Stocks Cottage is a Grade II listed building in the Cornwall local planning authority area, England. First listed on 18 December 1985. House. 1 related planning application.

Stocks Cottage

WRENN ID
vacant-buttress-vale
Grade
II
Local Planning Authority
Cornwall
Country
England
Date first listed
18 December 1985
Type
House
Source
Historic England listing

Description

Stocks Cottage is a house dating from the early to mid 17th century. It’s constructed of stone rubble with a corrugated iron roof featuring gable ends. The roof ridge is lower on the range to the right. The house has large projecting stone chimney stacks on its gable ends. It likely originally had a two-room and through-passage plan with a kitchen in the lower range on the left and a parlour in a slightly smaller room at the higher end on the right. The original position of the staircase was probably at the higher end, in front of the gable-end fireplace to the right. The entrance has been altered, with a tiny, blocked door visible within the opening to the left of the present entrance, and its doorframe may be reset. A straight joint on the rear elevation indicates the former position of the rear door of the through passage.
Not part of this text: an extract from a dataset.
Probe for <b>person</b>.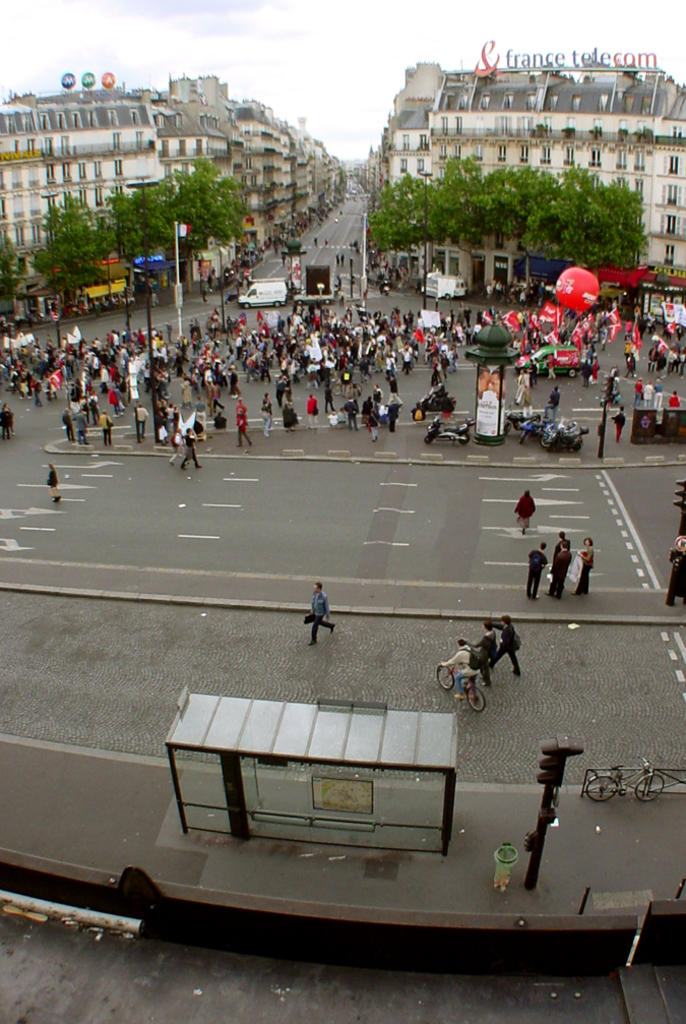
Probe result: [522,541,548,599].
The front of the house is asymmetrical, with two windows on each floor. The ground floor features a partly blocked opening on the left, a timber lintel over a blocked entrance to the left of centre, the current entrance to the right of centre, and a window overgrown with ivy to the right. On the first floor are two partly blocked window openings, one on the left and one to the right of the entrance. Two circa 17th century window openings are visible in the left-hand gable end, to the right of the projecting stack. The rear elevation has a three-light 17th century timber mullion window on the ground floor and remains of a 17th century two-light timber mullion window on the first floor.
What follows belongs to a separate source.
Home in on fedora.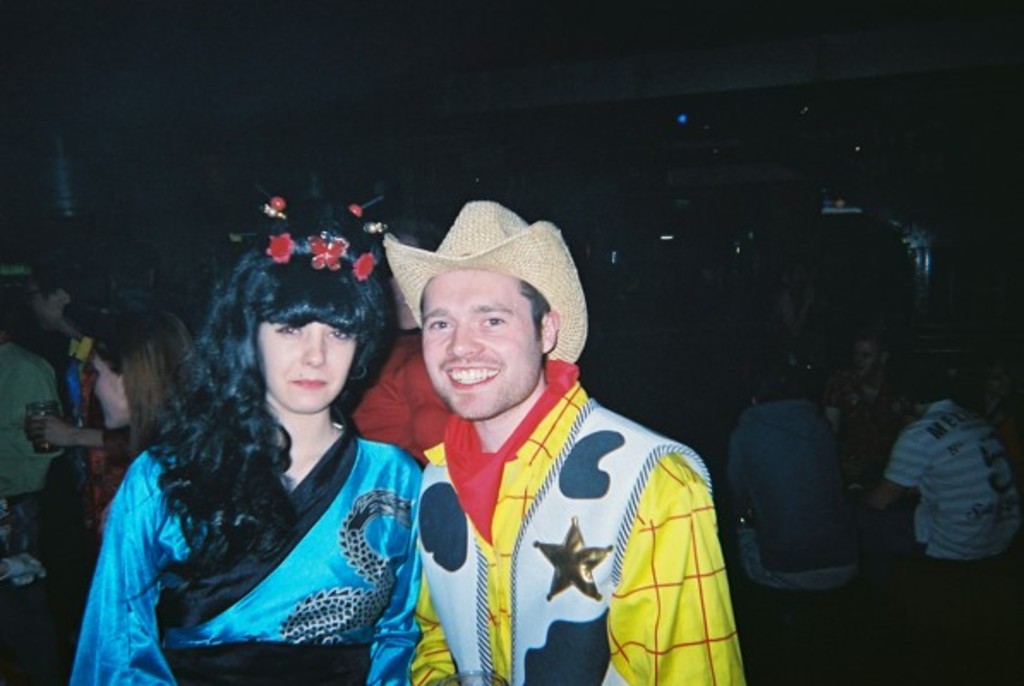
Homed in at detection(382, 201, 590, 364).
A low stone rubble wall encloses a lean-to outshut on the right-hand gable end, with an entrance leading from the parlour to the rear of the right end stack. The interior has lime-plastered walls. A low doorframe to the blocked door on the left is visible from within; it is a rectangular timber frame with a circa 17th century chamfered inner timber frame, the jambs and lintel of which are chamfered on the inner side, possibly indicating it was moved and reoriented. The jambs are morticed into the lintel and shaped to form a rounded arch and the left-hand jamb has been partly removed. The kitchen, passage, and lower end of the parlour have slate paved floors, and chamfered ceiling beams. The parlour ceiling beams were replaced in the 19th century. The through passage has been altered and blocked at the rear. A staircase was inserted to the left of the passage, creating a small room between the stair and a screen. The parlour and kitchen fireplaces are partly blocked, with a step down into the kitchen. The first floor has two circa 17th century fireplaces in the gable ends.
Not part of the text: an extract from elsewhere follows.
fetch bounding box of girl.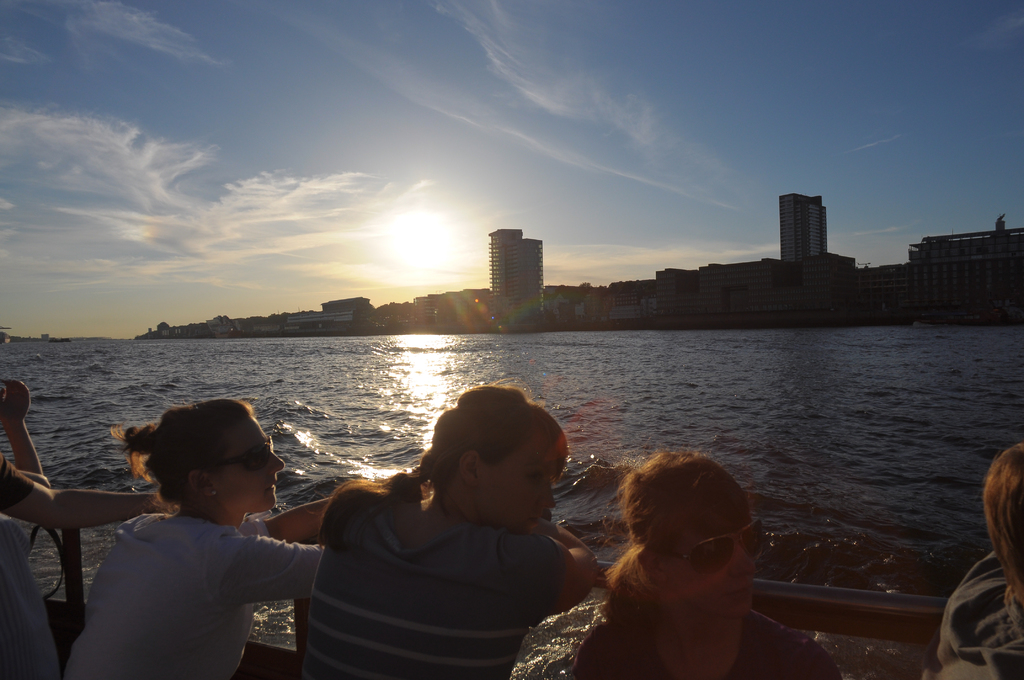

The roof is of five bays. Truss one, at the lower end on the south, dates back to the 17th century and features cambered collars with dovetailed, notched, and lapped joints, and principals with slightly curved feet. Truss two was originally open and is probably 17th century, possibly closed in the 18th century below the cambered collar with a vertically studded lath and plaster screen. Truss three, circa 18th century, is missing a collar and shows slight blackening, possibly staining and was originally closed. Trusses one, two and three originally had trenched purlins. Truss four, circa late 18th century, has lapped and oak-pegged collars. Stocks Cottage is a good example, in both elevation and plan, of an unspoiled circa early 17th century two-room and through-passage plan house.